July 7th, 2005
In the summer of my 16th year I became a physicist. I didn’t realize what I was doing, but I set out to understand the mysteries of motion. Since I am no Isaac Newton, I didn’t quite get as far as he did, but I did have some fun along the way. Where Newton had his apocryphal apple, I had my pendulum. I got a 1.5 kg fishing weight -- a lead sphere about 5 cm in diameter. I hung it from a fine wire which I attached to the bottom of the roof overhang at the highest point on the side of the house. This gave me a little spot on the side of the house in which to play with my pendulum, which was about 3 or 4 meters long. I watched it for hours, trying to understand its motion. Since I had just finished my sophomore year in high school, I wasn’t exactly equipped to figure it all out by myself, but then, I’ve always had a preference for wrestling with the truth fighting and kicking, rather than having it served up dead and limp in a classroom.
I had been particularly interested in the elliptical motion of a pendulum swinging around, and one day I came up with a novel way of considering the problem. I sat on the ground and set the pendulum swinging in an elliptical orbit such that the weight went swooping a few inches in front of my nose on each pass. I then blindered my vision with my hands so that I could concentrate on just the velocity of the weight as it swept by me. From above, it looked like so:
On the third pass I noticed that the weight seemed to be closer to my nose than previously. That made no sense at all, but I resolved to check it, and so on the fourth pass I noted carefully its distance from my nose. Sure enough, it was closer -- how could that be? My mind grappled with the problem as the weight continued on in its orbit. It was tracing an elliptical orbit; the only way that it could be getting closer to me would be if its ellipse was fattening -- that seemed impossible, because that would require the pendulum to gain energy from nowhere.
Having rejected that possibility, I cast about for other explanations. Then the answer came to me: the ellipse was precessing, like so:
This was fascinating! The next thing to do was to predict its behavior to see if my hypothesis was correct. So I projected the precession to get a mental image like this:
Yipes! It was going to hit me in the side of the head! I instantly swept my right hand just in time to catch the oncoming sphere. I caught my breath -- another fraction of a second, and I would have taken a severe blow to my left temple. But then the fear evaporated into a smile. I had seen it coming in my mind’s eye. If I could develop that sense, what other things could I see in advance? It was a heady discovery for a 16 year old, and I ever after I have retained my confidence in seeing with my mind rather than just my senses.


* **Instructions to follow**: Each entry must be given again exactly; images do not belong in the copy.

* **Input for this task**:
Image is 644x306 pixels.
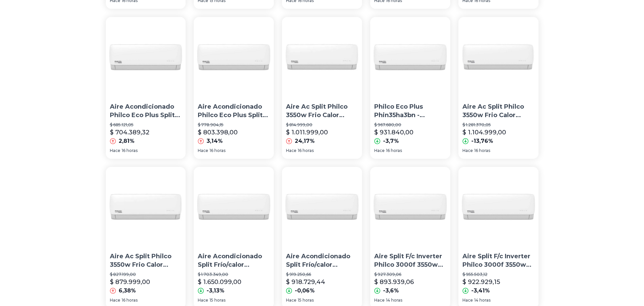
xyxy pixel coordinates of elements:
p: $ 879.999,00 [110,277,150,286]
span: Hace [462,148,473,154]
p: 2,81% [119,137,134,145]
p: $ 918.729,44 [286,277,325,286]
span: Hace [374,297,385,303]
span: 16 horas [298,148,314,154]
p: Aire Split F/c Inverter Philco 3000f 3550w Phin35ha3bn [374,252,446,269]
p: $ 922.929,15 [462,277,500,286]
p: $ 1.650.099,00 [198,277,241,286]
span: 16 horas [210,148,226,154]
p: Aire Acondicionado Philco Eco Plus Split Inverter Frío/calor 3000 Frigorías [PERSON_NAME] 220v Ph... [198,103,270,120]
img: Aire Acondicionado Split Frío/calor Inverter Philco 3000f 3550w Phin35ha3bn [194,167,274,247]
p: -0,06% [295,286,315,295]
p: $ 1.104.999,00 [462,127,506,137]
p: $ 1.281.370,05 [462,122,535,127]
p: $ 931.840,00 [374,127,414,137]
img: Aire Split F/c Inverter Philco 3000f 3550w Phin35ha3bn [459,167,539,247]
a: Aire Ac Split Philco 3550w Frio Calor Phin35ha3bn InverterAire Ac Split Philco 3550w Frio Calor P... [282,17,362,158]
p: $ 919.250,66 [286,272,358,277]
p: Aire Ac Split Philco 3550w Frio Calor Phin35ha3bn Inverter [110,252,182,269]
p: Aire Split F/c Inverter Philco 3000f 3550w Phin35ha3bn [462,252,535,269]
p: $ 955.503,12 [462,272,535,277]
p: $ 927.309,06 [374,272,446,277]
span: 14 horas [475,297,491,303]
span: Hace [462,297,473,303]
span: Hace [198,297,208,303]
span: Hace [110,148,121,154]
p: $ 778.904,15 [198,122,270,127]
p: 24,17% [295,137,315,145]
p: Aire Acondicionado Split Frío/calor Inverter Philco 3000f 3550w Phin35ha3bn [198,252,270,269]
img: Aire Acondicionado Philco Eco Plus Split Inverter Frío/calor 3000 Frigorías Blanco 220v Phin35ha3bn [106,17,186,97]
img: Aire Acondicionado Philco Eco Plus Split Inverter Frío/calor 3000 Frigorías Blanco 220v Phin35ha3bn [194,17,274,97]
span: 16 horas [122,148,138,154]
span: 16 horas [386,148,402,154]
p: -3,13% [207,286,225,295]
img: Aire Ac Split Philco 3550w Frio Calor Phin35ha3bn Inverter [106,167,186,247]
span: Hace [286,297,297,303]
span: Hace [286,148,297,154]
p: $ 685.121,05 [110,122,182,127]
img: Aire Acondicionado Split Frío/calor Inverter Philco 3000f 3550w Phin35ha3bn [282,167,362,247]
img: Aire Ac Split Philco 3550w Frio Calor Phin35ha3bn Inverter [459,17,539,97]
span: 16 horas [475,148,490,154]
p: 6,38% [119,286,136,295]
span: 16 horas [122,297,138,303]
p: Aire Ac Split Philco 3550w Frio Calor Phin35ha3bn Inverter [462,103,535,120]
p: -3,6% [383,286,399,295]
img: Philco Eco Plus Phin35ha3bn - Blanco - 220v [370,17,451,97]
p: Aire Acondicionado Split Frío/calor Inverter Philco 3000f 3550w Phin35ha3bn [286,252,358,269]
span: 15 horas [210,297,226,303]
p: $ 1.703.349,00 [198,272,270,277]
span: Hace [374,148,385,154]
img: Aire Split F/c Inverter Philco 3000f 3550w Phin35ha3bn [370,167,451,247]
span: Hace [110,297,121,303]
p: $ 827.199,00 [110,272,182,277]
p: Aire Ac Split Philco 3550w Frio Calor Phin35ha3bn Inverter [286,103,358,120]
p: $ 1.011.999,00 [286,127,328,137]
p: $ 814.999,00 [286,122,358,127]
p: -13,76% [472,137,493,145]
p: $ 893.939,06 [374,277,414,286]
a: Aire Acondicionado Philco Eco Plus Split Inverter Frío/calor 3000 Frigorías Blanco 220v Phin35ha3... [194,17,274,158]
p: -3,41% [472,286,490,295]
a: Philco Eco Plus Phin35ha3bn - Blanco - 220vPhilco Eco Plus Phin35ha3bn - [PERSON_NAME] - 220v$ 96... [370,17,451,158]
img: Aire Ac Split Philco 3550w Frio Calor Phin35ha3bn Inverter [282,17,362,97]
p: Philco Eco Plus Phin35ha3bn - [PERSON_NAME] - 220v [374,103,446,120]
span: 15 horas [298,297,314,303]
span: 14 horas [386,297,402,303]
span: Hace [198,148,208,154]
p: Aire Acondicionado Philco Eco Plus Split Inverter Frío/calor 3000 Frigorías [PERSON_NAME] 220v Ph... [110,103,182,120]
a: Aire Acondicionado Philco Eco Plus Split Inverter Frío/calor 3000 Frigorías Blanco 220v Phin35ha3... [106,17,186,158]
p: $ 704.389,32 [110,127,149,137]
p: $ 803.398,00 [198,127,238,137]
a: Aire Ac Split Philco 3550w Frio Calor Phin35ha3bn InverterAire Ac Split Philco 3550w Frio Calor P... [459,17,539,158]
p: -3,7% [383,137,399,145]
p: $ 967.680,00 [374,122,446,127]
p: 3,14% [207,137,223,145]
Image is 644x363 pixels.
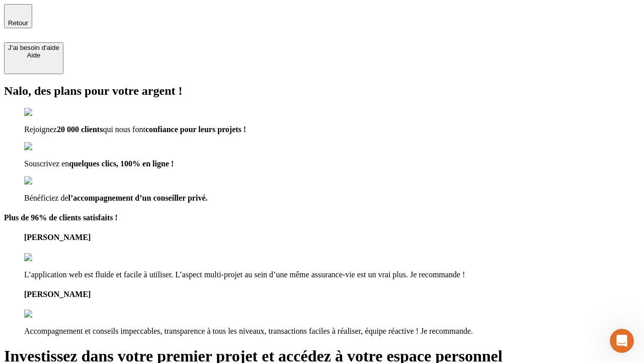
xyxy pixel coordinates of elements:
span: Retour [8,19,28,27]
span: Rejoignez [24,125,57,134]
h4: [PERSON_NAME] [24,290,641,299]
span: 20 000 clients [57,125,103,134]
p: Accompagnement et conseils impeccables, transparence à tous les niveaux, transactions faciles à r... [24,327,641,335]
p: L’application web est fluide et facile à utiliser. L’aspect multi-projet au sein d’une même assur... [24,270,641,279]
img: reviews stars [24,309,74,319]
iframe: Intercom live chat [610,328,634,353]
img: checkmark [24,142,68,151]
h4: [PERSON_NAME] [24,233,641,241]
h4: Plus de 96% de clients satisfaits ! [4,213,641,222]
span: quelques clics, 100% en ligne ! [69,159,174,168]
img: checkmark [24,176,68,185]
img: reviews stars [24,253,74,262]
div: J’ai besoin d'aide [8,43,59,51]
div: Aide [8,51,59,59]
span: qui nous font [102,125,145,134]
img: checkmark [24,108,68,117]
span: l’accompagnement d’un conseiller privé. [69,194,208,202]
button: J’ai besoin d'aideAide [4,43,63,74]
h2: Nalo, des plans pour votre argent ! [4,84,641,98]
span: Bénéficiez de [24,194,69,202]
span: confiance pour leurs projets ! [146,125,246,134]
span: Souscrivez en [24,159,69,168]
button: Retour [4,4,32,28]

* **Task result**:
Image is 644x306 pixels.
xyxy pixel coordinates of elements:
p: $ 879.999,00 [110,277,150,286]
span: Hace [462,148,473,154]
p: 2,81% [119,137,134,145]
p: $ 918.729,44 [286,277,325,286]
span: Hace [374,297,385,303]
span: 16 horas [298,148,314,154]
p: Aire Split F/c Inverter Philco 3000f 3550w Phin35ha3bn [374,252,446,269]
p: $ 922.929,15 [462,277,500,286]
p: $ 1.650.099,00 [198,277,241,286]
span: 16 horas [210,148,226,154]
p: Aire Acondicionado Philco Eco Plus Split Inverter Frío/calor 3000 Frigorías [PERSON_NAME] 220v Ph... [198,103,270,120]
img: Aire Acondicionado Split Frío/calor Inverter Philco 3000f 3550w Phin35ha3bn [194,167,274,247]
p: -0,06% [295,286,315,295]
p: $ 1.104.999,00 [462,127,506,137]
p: $ 1.281.370,05 [462,122,535,127]
p: $ 931.840,00 [374,127,414,137]
img: Aire Split F/c Inverter Philco 3000f 3550w Phin35ha3bn [459,167,539,247]
a: Aire Ac Split Philco 3550w Frio Calor Phin35ha3bn InverterAire Ac Split Philco 3550w Frio Calor P... [282,17,362,158]
p: $ 919.250,66 [286,272,358,277]
p: Aire Ac Split Philco 3550w Frio Calor Phin35ha3bn Inverter [110,252,182,269]
p: Aire Split F/c Inverter Philco 3000f 3550w Phin35ha3bn [462,252,535,269]
p: $ 955.503,12 [462,272,535,277]
p: $ 927.309,06 [374,272,446,277]
span: 14 horas [475,297,491,303]
span: Hace [462,297,473,303]
span: Hace [198,297,208,303]
span: Hace [110,148,121,154]
p: $ 778.904,15 [198,122,270,127]
p: 24,17% [295,137,315,145]
p: Aire Acondicionado Split Frío/calor Inverter Philco 3000f 3550w Phin35ha3bn [198,252,270,269]
img: Aire Acondicionado Philco Eco Plus Split Inverter Frío/calor 3000 Frigorías Blanco 220v Phin35ha3bn [106,17,186,97]
img: Aire Acondicionado Philco Eco Plus Split Inverter Frío/calor 3000 Frigorías Blanco 220v Phin35ha3bn [194,17,274,97]
span: 16 horas [122,148,138,154]
span: 16 horas [386,148,402,154]
p: -3,13% [207,286,225,295]
img: Aire Ac Split Philco 3550w Frio Calor Phin35ha3bn Inverter [106,167,186,247]
span: Hace [286,297,297,303]
span: Hace [286,148,297,154]
p: $ 685.121,05 [110,122,182,127]
img: Aire Acondicionado Split Frío/calor Inverter Philco 3000f 3550w Phin35ha3bn [282,167,362,247]
img: Aire Ac Split Philco 3550w Frio Calor Phin35ha3bn Inverter [459,17,539,97]
span: 16 horas [475,148,490,154]
p: 6,38% [119,286,136,295]
span: 16 horas [122,297,138,303]
p: Aire Ac Split Philco 3550w Frio Calor Phin35ha3bn Inverter [462,103,535,120]
p: -3,6% [383,286,399,295]
img: Philco Eco Plus Phin35ha3bn - Blanco - 220v [370,17,451,97]
p: Aire Acondicionado Split Frío/calor Inverter Philco 3000f 3550w Phin35ha3bn [286,252,358,269]
span: 15 horas [210,297,226,303]
p: $ 1.703.349,00 [198,272,270,277]
span: Hace [374,148,385,154]
img: Aire Split F/c Inverter Philco 3000f 3550w Phin35ha3bn [370,167,451,247]
span: Hace [110,297,121,303]
p: $ 827.199,00 [110,272,182,277]
p: Aire Ac Split Philco 3550w Frio Calor Phin35ha3bn Inverter [286,103,358,120]
p: $ 1.011.999,00 [286,127,328,137]
p: $ 814.999,00 [286,122,358,127]
p: -13,76% [472,137,493,145]
p: $ 893.939,06 [374,277,414,286]
a: Aire Acondicionado Philco Eco Plus Split Inverter Frío/calor 3000 Frigorías Blanco 220v Phin35ha3... [194,17,274,158]
p: -3,41% [472,286,490,295]
a: Philco Eco Plus Phin35ha3bn - Blanco - 220vPhilco Eco Plus Phin35ha3bn - [PERSON_NAME] - 220v$ 96... [370,17,451,158]
img: Aire Ac Split Philco 3550w Frio Calor Phin35ha3bn Inverter [282,17,362,97]
p: Philco Eco Plus Phin35ha3bn - [PERSON_NAME] - 220v [374,103,446,120]
span: 15 horas [298,297,314,303]
span: 14 horas [386,297,402,303]
span: Hace [198,148,208,154]
p: Aire Acondicionado Philco Eco Plus Split Inverter Frío/calor 3000 Frigorías [PERSON_NAME] 220v Ph... [110,103,182,120]
a: Aire Acondicionado Philco Eco Plus Split Inverter Frío/calor 3000 Frigorías Blanco 220v Phin35ha3... [106,17,186,158]
p: $ 704.389,32 [110,127,149,137]
p: $ 803.398,00 [198,127,238,137]
a: Aire Ac Split Philco 3550w Frio Calor Phin35ha3bn InverterAire Ac Split Philco 3550w Frio Calor P... [459,17,539,158]
p: -3,7% [383,137,399,145]
p: $ 967.680,00 [374,122,446,127]
p: 3,14% [207,137,223,145]
Image is 644x363 pixels.
xyxy pixel coordinates of elements:
span: Retour [8,19,28,27]
span: Rejoignez [24,125,57,134]
h4: [PERSON_NAME] [24,290,641,299]
span: 20 000 clients [57,125,103,134]
p: Accompagnement et conseils impeccables, transparence à tous les niveaux, transactions faciles à r... [24,327,641,335]
p: L’application web est fluide et facile à utiliser. L’aspect multi-projet au sein d’une même assur... [24,270,641,279]
img: reviews stars [24,309,74,319]
iframe: Intercom live chat [610,328,634,353]
img: checkmark [24,142,68,151]
h4: [PERSON_NAME] [24,233,641,241]
h4: Plus de 96% de clients satisfaits ! [4,213,641,222]
span: quelques clics, 100% en ligne ! [69,159,174,168]
img: checkmark [24,176,68,185]
img: reviews stars [24,253,74,262]
div: J’ai besoin d'aide [8,43,59,51]
div: Aide [8,51,59,59]
span: qui nous font [102,125,145,134]
img: checkmark [24,108,68,117]
span: l’accompagnement d’un conseiller privé. [69,194,208,202]
button: J’ai besoin d'aideAide [4,43,63,74]
h2: Nalo, des plans pour votre argent ! [4,84,641,98]
span: Bénéficiez de [24,194,69,202]
span: confiance pour leurs projets ! [146,125,246,134]
span: Souscrivez en [24,159,69,168]
button: Retour [4,4,32,28]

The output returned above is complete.